Yes cyclist often break the law, but you seriously underestimate how often cars refuse priority to pedestrians, park illegally, overtake cyclist too near, or over speed...
I believe it. Cyclists here are not required to stop for stop signs. Also, most cars just slow down when the intersection is empty.
True in 12 states.
Not where I live. Also how would that make sense? It’s a four-way intersection of car traffic if you blow through it at the wrong time you die.
You may be confusing "stopping" and "slowing down". You can do the second without the first.
Also illegal.
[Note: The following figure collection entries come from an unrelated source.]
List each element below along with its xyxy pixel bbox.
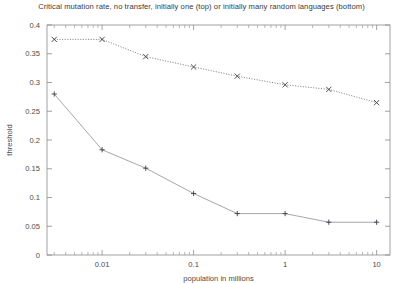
- series-line: [54, 94, 376, 222]
- x-axis-title: population in millions: [183, 274, 254, 283]
- x-tick-label: 0.01: [95, 260, 110, 269]
- y-tick-label: 0.2: [29, 136, 40, 145]
- y-tick-label: 0.3: [29, 78, 40, 87]
- x-tick-label: 1: [283, 260, 287, 269]
- y-tick-label: 0.05: [25, 222, 40, 231]
- x-tick-label: 10: [372, 260, 380, 269]
- y-tick-label: 0.35: [25, 49, 40, 58]
- y-tick-label: 0.4: [29, 21, 40, 30]
- x-tick-label: 0.1: [188, 260, 199, 269]
- plot-frame: [47, 25, 390, 255]
- plot-area: 00.050.10.150.20.250.30.350.40.010.1110p…: [0, 0, 403, 283]
- y-axis-title: threshold: [5, 124, 14, 155]
- y-tick-label: 0.25: [25, 107, 40, 116]
- chart-container: Critical mutation rate, no transfer, ini…: [0, 0, 403, 283]
- series-1: [52, 37, 380, 105]
- y-tick-label: 0.1: [29, 193, 40, 202]
- series-2: [52, 91, 380, 224]
- y-tick-label: 0: [36, 251, 40, 260]
- series-line: [54, 39, 376, 102]
- y-tick-label: 0.15: [25, 164, 40, 173]
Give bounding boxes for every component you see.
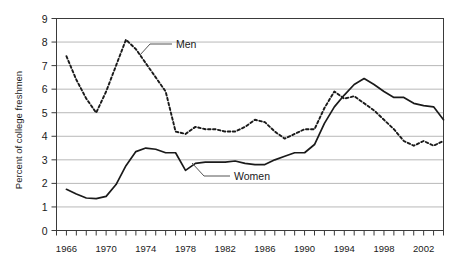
x-axis-ticks: 1966197019741978198219861990199419982002 (56, 243, 434, 254)
y-tick-label: 6 (42, 83, 48, 95)
annotation-leaders (140, 44, 230, 176)
x-tick-label: 1974 (135, 243, 156, 254)
x-tick-label: 1998 (373, 243, 394, 254)
plot-frame (57, 19, 444, 231)
y-tick-label: 4 (42, 130, 48, 142)
x-tick-label: 1978 (175, 243, 196, 254)
y-tick-label: 1 (42, 201, 48, 213)
series-label-men: Men (176, 38, 197, 50)
y-tick-label: 8 (42, 36, 48, 48)
x-tick-label: 1990 (294, 243, 315, 254)
x-tick-label: 1970 (96, 243, 117, 254)
chart-container: Percent of college freshmen 0123456789 1… (0, 0, 456, 269)
y-tick-label: 3 (42, 154, 48, 166)
x-axis-minor-ticks (57, 231, 444, 236)
y-axis-ticks: 0123456789 (42, 13, 57, 237)
line-chart: Percent of college freshmen 0123456789 1… (0, 0, 456, 269)
x-tick-label: 1982 (215, 243, 236, 254)
y-tick-label: 0 (42, 225, 48, 237)
women-leader-line (192, 163, 230, 176)
y-axis-title: Percent of college freshmen (13, 71, 24, 189)
x-tick-label: 1994 (334, 243, 355, 254)
x-tick-label: 2002 (413, 243, 434, 254)
y-axis-title-text: Percent of college freshmen (13, 71, 24, 189)
y-tick-label: 7 (42, 60, 48, 72)
x-tick-label: 1986 (254, 243, 275, 254)
y-tick-label: 5 (42, 107, 48, 119)
x-tick-label: 1966 (56, 243, 77, 254)
series-label-women: Women (234, 170, 270, 182)
y-tick-label: 2 (42, 177, 48, 189)
y-tick-label: 9 (42, 13, 48, 25)
men-leader-line (140, 44, 172, 55)
plot-border (57, 19, 444, 231)
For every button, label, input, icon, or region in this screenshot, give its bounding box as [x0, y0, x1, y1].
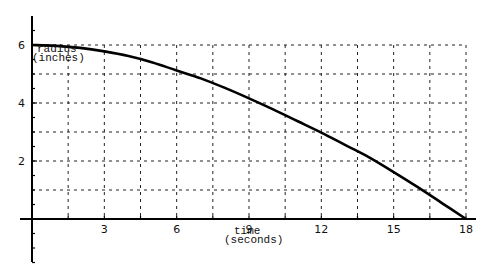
y-axis-label-line2: (inches) — [32, 52, 85, 64]
tick-labels: 369121518246 — [18, 39, 473, 236]
radius-vs-time-chart: 369121518246 radius (inches) time (secon… — [0, 0, 494, 277]
x-axis-label-line2: (seconds) — [224, 234, 283, 246]
grid-lines — [32, 45, 466, 219]
y-tick-label: 2 — [18, 155, 25, 168]
x-tick-label: 12 — [314, 223, 328, 236]
x-tick-label: 15 — [387, 223, 401, 236]
y-tick-label: 6 — [18, 39, 25, 52]
x-tick-label: 6 — [173, 223, 180, 236]
x-tick-label: 18 — [459, 223, 473, 236]
x-tick-label: 3 — [101, 223, 108, 236]
y-tick-label: 4 — [18, 97, 25, 110]
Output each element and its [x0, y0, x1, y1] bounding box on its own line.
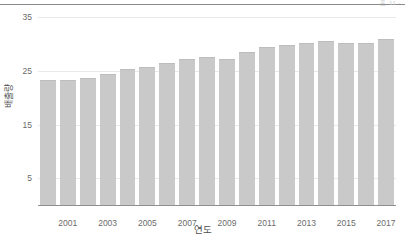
bar	[80, 78, 96, 205]
plot-area: 5152535 20012003200520072009201120132015…	[38, 12, 398, 206]
y-axis-tick-label: 35	[8, 12, 32, 22]
bar	[279, 45, 295, 205]
bar	[100, 74, 116, 205]
bar	[299, 43, 315, 205]
header-fragment-text: 표 11 -	[380, 0, 401, 7]
bar	[139, 67, 155, 205]
y-axis-tick-label: 5	[8, 173, 32, 183]
bar	[378, 39, 394, 205]
bar-series	[38, 12, 396, 205]
y-axis-title: 배출량	[2, 84, 15, 108]
bar	[40, 80, 56, 205]
x-axis-title: 연도	[0, 222, 405, 236]
chart-page: 표 11 - 5152535 2001200320052007200920112…	[0, 0, 405, 244]
y-axis-tick-label: 25	[8, 66, 32, 76]
bar	[338, 43, 354, 205]
top-divider-rule	[0, 4, 405, 5]
bar	[239, 52, 255, 205]
x-axis-line	[38, 205, 396, 206]
y-axis-tick-label: 15	[8, 120, 32, 130]
bar	[358, 43, 374, 205]
bar	[179, 59, 195, 205]
bar	[159, 63, 175, 205]
bar	[259, 47, 275, 205]
bar	[60, 80, 76, 205]
bar	[199, 57, 215, 205]
bar	[219, 59, 235, 205]
bar	[318, 41, 334, 205]
bar	[120, 69, 136, 205]
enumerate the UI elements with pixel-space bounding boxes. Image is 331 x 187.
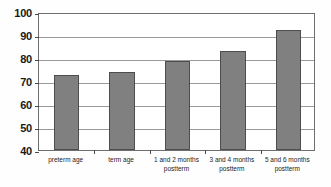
- x-axis-tick-label-line2: postterm: [260, 164, 315, 173]
- bar: [220, 51, 245, 150]
- x-axis-tick-label-line1: 5 and 6 months: [265, 156, 310, 163]
- x-axis-tickmark: [261, 150, 262, 154]
- y-axis-tick-label: 50: [2, 123, 32, 134]
- bar: [54, 75, 79, 150]
- x-axis-tickmark: [94, 150, 95, 154]
- y-axis-tick-label: 100: [2, 8, 32, 19]
- x-axis-tickmark: [150, 150, 151, 154]
- x-axis-tick-label-line1: term age: [108, 156, 134, 163]
- y-axis-tickmark: [35, 152, 39, 153]
- y-axis-tick-label: 80: [2, 54, 32, 65]
- y-axis-tick-label: 60: [2, 100, 32, 111]
- bars-group: [39, 14, 314, 150]
- y-axis-tick-label: 40: [2, 146, 32, 157]
- x-axis-tick-label: 1 and 2 monthspostterm: [149, 155, 204, 173]
- y-axis-tick-label: 70: [2, 77, 32, 88]
- x-axis-tick-label-line2: postterm: [204, 164, 259, 173]
- x-axis-tickmark: [205, 150, 206, 154]
- x-axis-tick-label-line1: preterm age: [48, 156, 83, 163]
- bar: [165, 61, 190, 150]
- x-axis-tick-label-line2: postterm: [149, 164, 204, 173]
- x-axis-tick-label: term age: [93, 155, 148, 164]
- y-axis-labels: 100908070605040: [2, 0, 32, 187]
- x-axis-tick-label: preterm age: [38, 155, 93, 164]
- x-axis-tick-label-line1: 1 and 2 months: [154, 156, 199, 163]
- x-axis-tick-label: 5 and 6 monthspostterm: [260, 155, 315, 173]
- bar-chart: 100908070605040 preterm ageterm age1 and…: [0, 0, 331, 187]
- bar: [276, 30, 301, 150]
- y-axis-tick-label: 90: [2, 31, 32, 42]
- x-axis-labels: preterm ageterm age1 and 2 monthspostter…: [38, 155, 315, 187]
- bar: [109, 72, 134, 150]
- x-axis-tick-label-line1: 3 and 4 months: [209, 156, 254, 163]
- x-axis-tick-label: 3 and 4 monthspostterm: [204, 155, 259, 173]
- plot-area: [38, 13, 315, 151]
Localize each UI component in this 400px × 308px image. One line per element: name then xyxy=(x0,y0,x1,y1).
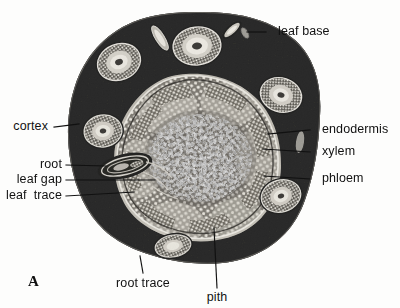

You proved my point.
I just offered an option between stopping and blowing through, which is less likely to kill you.
Several states in the US have laws on the books allowing bikers to conditionally ignore stop signs, but typically to "downgrade" a stop sign to a yield sign. https://en.m.wikipedia.org/wiki/Idaho_stop
The basic premise is that because a bike is slow enough, and the stopping distance of a bike at speed is short enough, a bike can approach an intersection, make a judgment call on if they need to stop, and if they don't expect to get hit, they can cross without coming to a full stop first like a car does.
It's generally treated as a yield in states where bikes don't have to stop at stop signs. If there's no cars or other bikes, they go. Obviously you still stop if other cars/bikes are approaching a four way or are in the intersection.
Cyclist are only required to yield to anyone already in the intersection.
In Seattle, whenever there's a bike at a red LIGHT they usually just straight up run it if they can.